From this time he lived retired at Hackney, being a man of independent fortune. In 1664 he visited Cambridge, and was entertained at dinner in Catharine Hall. Baxter describes him as “an ancient, calm, reverend minister;” Calamy speaks of his charity and the agreeableness of his conversation. He died early in 1666, and was buried at Hackney on 8 Feb. His only child, William, died at Hackney in March 1654, aged 9. His widow, Sarah became in 1669 the second wife of Anthony Tuckney.
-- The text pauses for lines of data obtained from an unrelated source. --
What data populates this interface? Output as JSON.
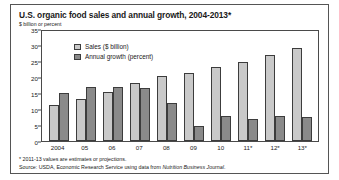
{
  "figure": {
    "title": "U.S. organic food sales and annual growth, 2004-2013*",
    "unit_label": "$ billion or percent",
    "footnote": "* 2011-13 values are estimates or projections.",
    "source_prefix": "Source: USDA, Economic Research Service using data from ",
    "source_italic": "Nutrition Business Journal",
    "source_suffix": "."
  },
  "colors": {
    "sales": "#c9c9c9",
    "growth": "#8a8a8a",
    "outline": "#3c3c3c",
    "frame": "#4a4a4a"
  },
  "chart_data": {
    "type": "bar",
    "title": "U.S. organic food sales and annual growth, 2004-2013*",
    "xlabel": "",
    "ylabel": "$ billion or percent",
    "ylim": [
      0,
      35
    ],
    "yticks": [
      0,
      5,
      10,
      15,
      20,
      25,
      30,
      35
    ],
    "grid": false,
    "legend_position": "upper-left-inside",
    "categories": [
      "2004",
      "05",
      "06",
      "07",
      "08",
      "09",
      "10",
      "11*",
      "12*",
      "13*"
    ],
    "series": [
      {
        "name": "Sales ($ billion)",
        "values": [
          11.2,
          13.2,
          15.4,
          18.2,
          20.3,
          21.4,
          23.0,
          24.8,
          26.8,
          29.0
        ]
      },
      {
        "name": "Annual growth (percent)",
        "values": [
          15.0,
          17.0,
          16.8,
          16.7,
          11.8,
          4.8,
          7.8,
          6.8,
          7.7,
          7.6
        ]
      }
    ]
  }
}
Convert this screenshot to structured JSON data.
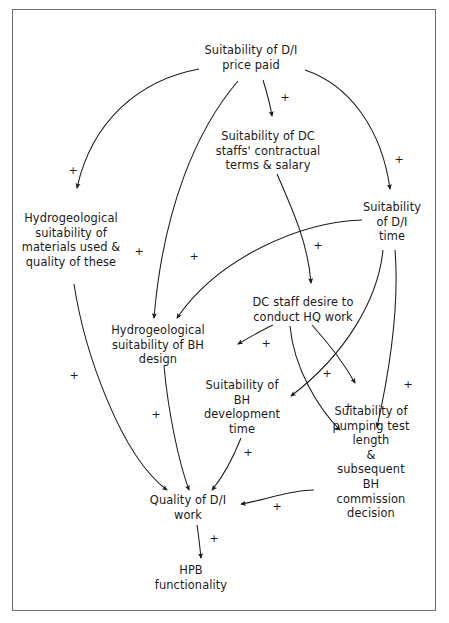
{
  "diagram": {
    "type": "causal-loop-diagram",
    "title": "",
    "border_color": "#6e6e6e",
    "line_color": "#1a1a1a",
    "background": "#ffffff",
    "nodes": [
      {
        "id": "price_paid",
        "label": "Suitability of D/I\nprice paid",
        "x": 251,
        "y": 58
      },
      {
        "id": "contractual_terms",
        "label": "Suitability of DC\nstaffs' contractual\nterms & salary",
        "x": 268,
        "y": 151
      },
      {
        "id": "materials",
        "label": "Hydrogeological\nsuitability of\nmaterials used &\nquality of these",
        "x": 71,
        "y": 240
      },
      {
        "id": "di_time",
        "label": "Suitability\nof D/I time",
        "x": 392,
        "y": 222
      },
      {
        "id": "hq_desire",
        "label": "DC staff desire to\nconduct HQ work",
        "x": 303,
        "y": 310
      },
      {
        "id": "bh_design",
        "label": "Hydrogeological\nsuitability of BH\ndesign",
        "x": 158,
        "y": 345
      },
      {
        "id": "bh_dev_time",
        "label": "Suitability of\nBH\ndevelopment\ntime",
        "x": 242,
        "y": 407
      },
      {
        "id": "pumping_test",
        "label": "Suitability of\npumping test length\n& subsequent BH\ncommission decision",
        "x": 371,
        "y": 462
      },
      {
        "id": "quality",
        "label": "Quality of D/I\nwork",
        "x": 188,
        "y": 508
      },
      {
        "id": "hpb",
        "label": "HPB\nfunctionality",
        "x": 191,
        "y": 578
      }
    ],
    "links": [
      {
        "from": "price_paid",
        "to": "materials",
        "sign": "+",
        "sign_x": 73,
        "sign_y": 170
      },
      {
        "from": "price_paid",
        "to": "contractual_terms",
        "sign": "+",
        "sign_x": 285,
        "sign_y": 97
      },
      {
        "from": "price_paid",
        "to": "di_time",
        "sign": "+",
        "sign_x": 399,
        "sign_y": 159
      },
      {
        "from": "price_paid",
        "to": "bh_design",
        "sign": "+",
        "sign_x": 139,
        "sign_y": 251
      },
      {
        "from": "contractual_terms",
        "to": "hq_desire",
        "sign": "+",
        "sign_x": 318,
        "sign_y": 245
      },
      {
        "from": "di_time",
        "to": "bh_design",
        "sign": "+",
        "sign_x": 194,
        "sign_y": 256
      },
      {
        "from": "di_time",
        "to": "bh_dev_time",
        "sign": "+",
        "sign_x": 327,
        "sign_y": 373
      },
      {
        "from": "di_time",
        "to": "pumping_test",
        "sign": "+",
        "sign_x": 408,
        "sign_y": 384
      },
      {
        "from": "hq_desire",
        "to": "bh_design",
        "sign": "+",
        "sign_x": 266,
        "sign_y": 343
      },
      {
        "from": "hq_desire",
        "to": "bh_dev_time",
        "sign": "+",
        "sign_x": 348,
        "sign_y": 406
      },
      {
        "from": "materials",
        "to": "quality",
        "sign": "+",
        "sign_x": 74,
        "sign_y": 375
      },
      {
        "from": "bh_design",
        "to": "quality",
        "sign": "+",
        "sign_x": 156,
        "sign_y": 414
      },
      {
        "from": "bh_dev_time",
        "to": "quality",
        "sign": "+",
        "sign_x": 248,
        "sign_y": 452
      },
      {
        "from": "pumping_test",
        "to": "quality",
        "sign": "+",
        "sign_x": 277,
        "sign_y": 506
      },
      {
        "from": "quality",
        "to": "hpb",
        "sign": "+",
        "sign_x": 214,
        "sign_y": 538
      }
    ]
  }
}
He founded six almshouses for six poor widows at Hackney, which were finished in 1666, and endowed by his brother and heir, Henry Spurstowe, a London merchant.

For further study of Spurstowe, see:

[Wood’s Athenæ Oxon. (Bliss), iv. 287; Wood’s Fasti (Bliss), i. 443; Calamy’s Account, 1713, p. 471; Calamy’s Continuation, 1727, ii. 613, 743; Fuller’s Hist. of the University of Cambridge, 1655, p. 170; Reliquiæ Baxterianæ, 1696, i. 42, ii. 229, 303, 334, iii. 97; Clarendon’s Hist. of the Rebellion, 1706, iii. 216; Walker’s Sufferings of the Clergy, 1714, ii. 151; Palmer’s Nonconformist’s Memorial, 1802, ii. 448 sq.; Neal’s Hist. of the Puritans (Toulmin), 1822, iii. 325; Robinson’s Hist. of Hackney, 1843, ii. 159 sq., 368 sq.; Lipscomb’s Buckinghamshire, 1847, ii. 247, 284; Urwick’s Nonconformity in Cheshire, 1864, p. 146 (errs in making him a native of Bunbury); Mitchell and Struthers’s Minutes of Westminster Assembly, 1874, pp. 59, 90; Whitehead’s Historical Sketch of New Gravel Pit Church, Hackney, 1889, pp. 6 seq.; Foster’s Alumni Oxon. 1500–1714, iv. 1402; Ashe’s Funeral Sermon for William Spurstowe (the son), 1654; Cole’s Athenæ Cantabr. (manuscript); Lansdowne MS. 916, fol. 56; information from the master of Catharine College and from the Rev. A. Marshall, Great Hampden.]